Cartisano’s program was not the only one who had teens die under its watch. Five teens died in Utah-based wilderness therapy programs over a 12-year period beginning in 1990:

  • Michelle Sutton died May 9, 1990. The 15-year-old California girl was enrolled in Summit Quest of St. George. She died from altitude sickness, dehydration and heat exhaustion while hiking south of St. George on the Arizona Strip on her sixth day in the program.

(Tribune archives) Michelle Sutton

  • Kristen Chase died June 27, 1990. The 16-year-old from Florida was enrolled in Cartisano’s Challenger program. She died of heatstroke three days after arriving at the program, while on a hike in Kane County.

(Tribune archives) Kristen Chase

  • Aaron Bacon died March 31, 1994. He was 16 years old and from Arizona. Bacon was enrolled in North Star Expeditions of Escalante, and had made it three weeks into the 63-day wilderness program before he died of peritonitis and a perforated ulcer while on the Hole-in-the-Rock trail in Garfield County.

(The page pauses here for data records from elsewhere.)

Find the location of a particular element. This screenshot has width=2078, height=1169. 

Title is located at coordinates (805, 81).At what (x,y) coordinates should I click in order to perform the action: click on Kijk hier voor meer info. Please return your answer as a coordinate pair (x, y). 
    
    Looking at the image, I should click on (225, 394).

  • Katie Lank died on Jan. 13, 2002. The 16-year-old Virginia girl was enrolled in Redrock Ranch Academy of St. George. She was hiking about 25 miles from Gunlock Reservoir in Washington County on Christmas Day in 2001 when she lost her footing in an area called the “naming caves,” and fell about 70 feet into a crevasse. She died three weeks later at a Las Vegas hospital.

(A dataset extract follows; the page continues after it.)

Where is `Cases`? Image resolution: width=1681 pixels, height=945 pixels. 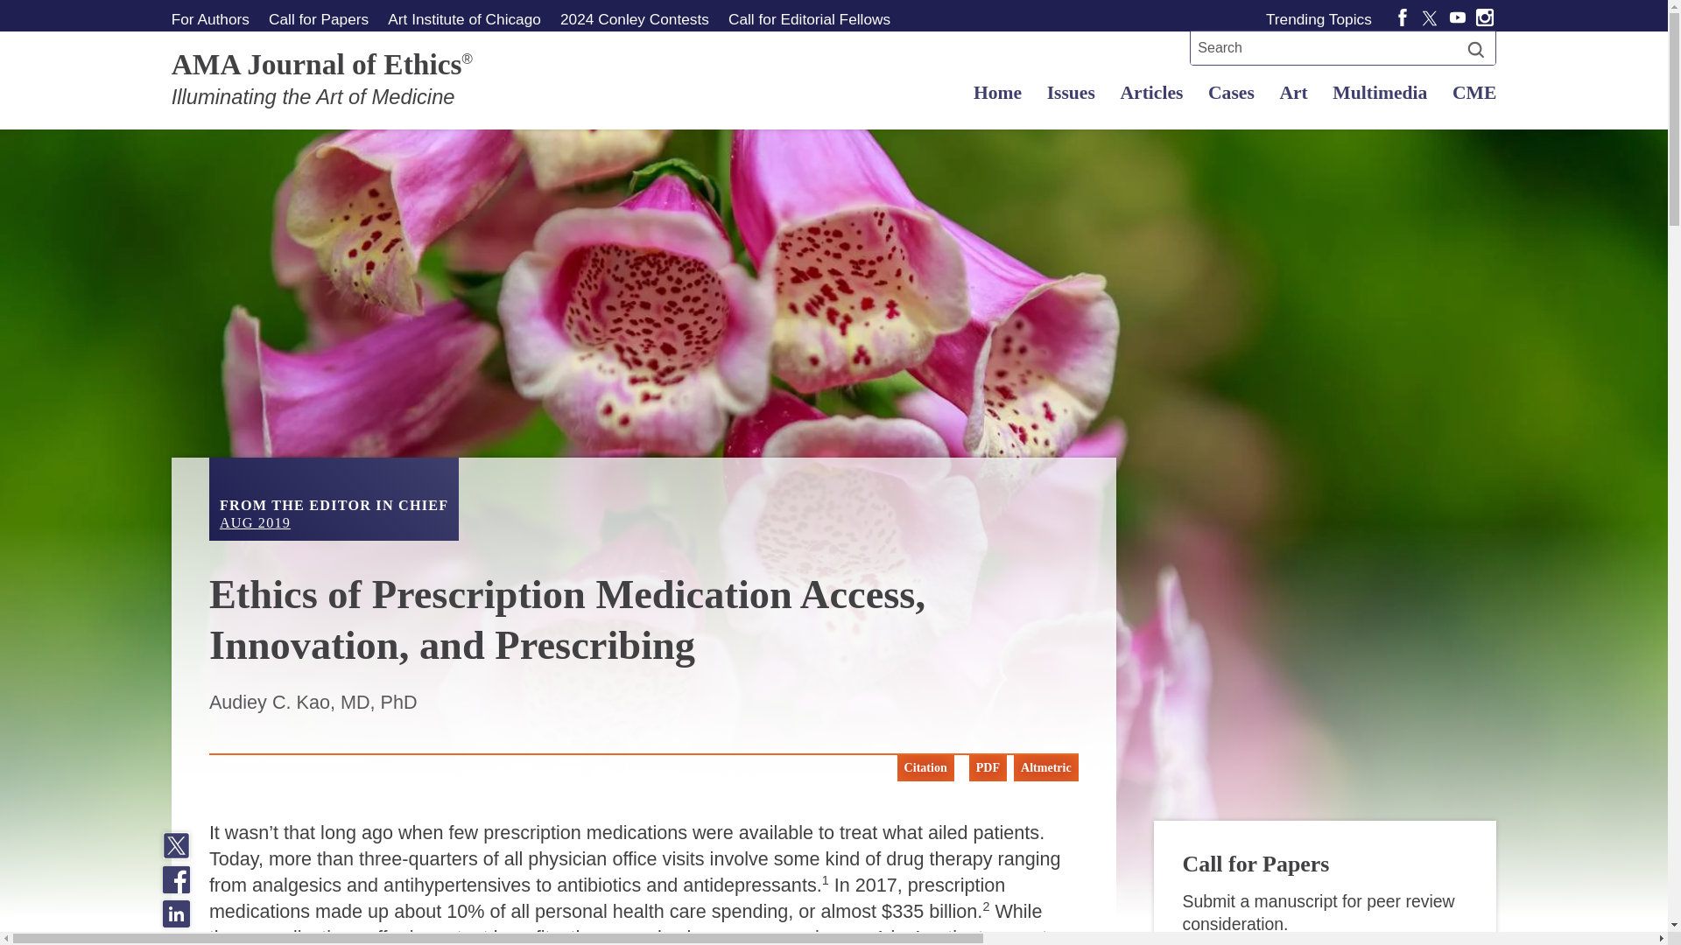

(Tribune archives) Katie Lank

  • Ian August died July 13, 2002. He was 14 years old and from Texas. August was enrolled in Skyline Journey of Nephi, and was hiking in the Sawtooth Mountain area west of Delta when he could not hike any farther. He died of hyperthermia.

(August family) Ian August

Reforms continue

August was the third teenager to die from a heat illness in a Utah-based wilderness therapy program. And like most of the teens who perished before him — including Sutton, Bacon and Chase — he was judged by staff to be “faking it” as he began to die.

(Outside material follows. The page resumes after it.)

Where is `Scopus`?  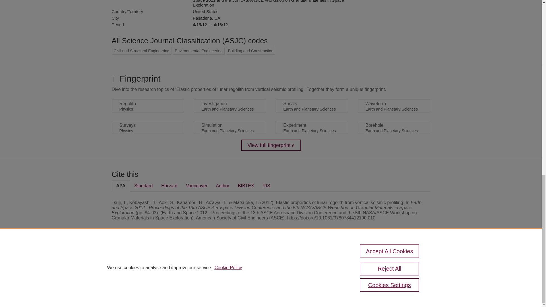 Scopus is located at coordinates (148, 257).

Following his 2002 death, Utah licensers began imposing stricter standards on wilderness programs. A 2003 Tribune article details the regulatory changes: Teens can’t hike when temperatures exceed 90 degrees, rescue responses were required to be better coordinated, staff were required to have working watches and thermometers and teens were required to have physical exams within 15 days of entering a wilderness program.

Programs also were required to address teen complaints by allowing them to promptly see a medical professional, regardless if field staff believe the youth is “faking.” Today, state rules also dictate the minimum amount of food and water that should be available to teenagers, how heavy their backpacks can be and what supplies programs are required to provide to young people.

There were few other reforms to Utah’s “troubled teen” industry until almost two decades later, in 2021. By that time, the industry had boomed to more than 100 programs — primarily residential treatment programs, but wilderness camps steadily maintained their numbers, too.

Legislators enacted more regulations in 2021 in response to increased scrutiny in recent years of youth treatment programs amid allegations of mistreatment and abuse. The legislation placed limits on use of restraints for all programs, and addressed the use of drugs and isolation rooms in residential centers.

It also earmarked more money to hire more state regulators, who now go into youth treatment programs more often. And it now requires programs to report when a staff member uses a physical restraint on a young person or puts them in seclusion.